What Presidio Misses: The 220+ Entity Types Essential for GDPR-Compliant PII Detection
"What Presidio Misses: The 220+ Entity Types Essential for GDPR-Compliant PII Detection" — technical comparison targeting EU developers and compliance e...
Feature: Presidio Foundation · Region: EU (GDPR), DACH · Source: anonym.community research
The Problem
Presidio ships with ~40 default entity recognizers focused primarily on US identifiers (SSN, US passport, US driving license) and common universal identifiers (email, phone, credit card). European-specific identifiers critical for GDPR compliance are missing or incomplete: German Steueridentifikationsnummer, French NIR, Italian Codice Fiscale, IBAN (International Bank Account Number), EU driving license formats, European passport formats, and national health identifier systems. Organizations in the EU attempting to achieve GDPR compliance with Presidio as their sole tool have significant entity coverage gaps from the start.
Key Data Points
- **Pain point summary:** Presidio ships with ~40 default entity recognizers focused primarily on US identifiers (SSN, US passport, US driving license) and common universal identifiers (email, phone, credit card).
Real-World Use Case
A German fintech handling EU customer financial data needs to detect IBANs, BICs, German tax IDs, and German commercial registration numbers (Handelsregisternummer) in customer documents. Presidio detects 0 of these 4 entity types out of the box. Writing and maintaining custom recognizers for all 4 requires 20-40 engineering hours plus ongoing testing. anonym.legal includes all 4 plus 256 additional entity types at €180/year.
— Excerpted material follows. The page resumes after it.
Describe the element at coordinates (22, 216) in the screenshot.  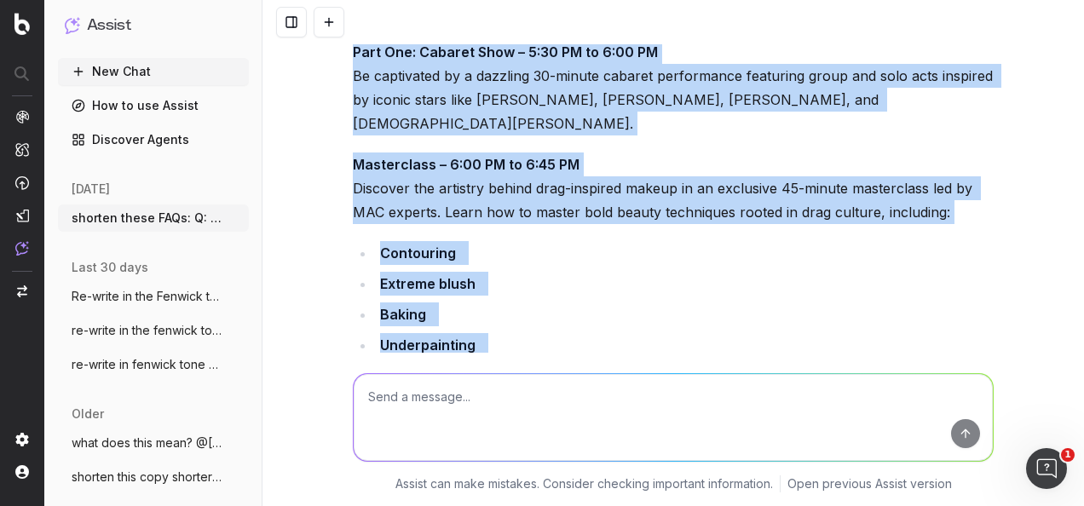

How anonym.digital Addresses This
260+ entity types built on the Presidio foundation include comprehensive European identifier coverage: IBAN numbers, European driving license formats, EU member state tax identifiers, national health numbers, social insurance numbers, and VAT numbers for major EU economies. This coverage is maintained, tested, and updated as regulations and formats change — without requiring open-source contribution effort from users.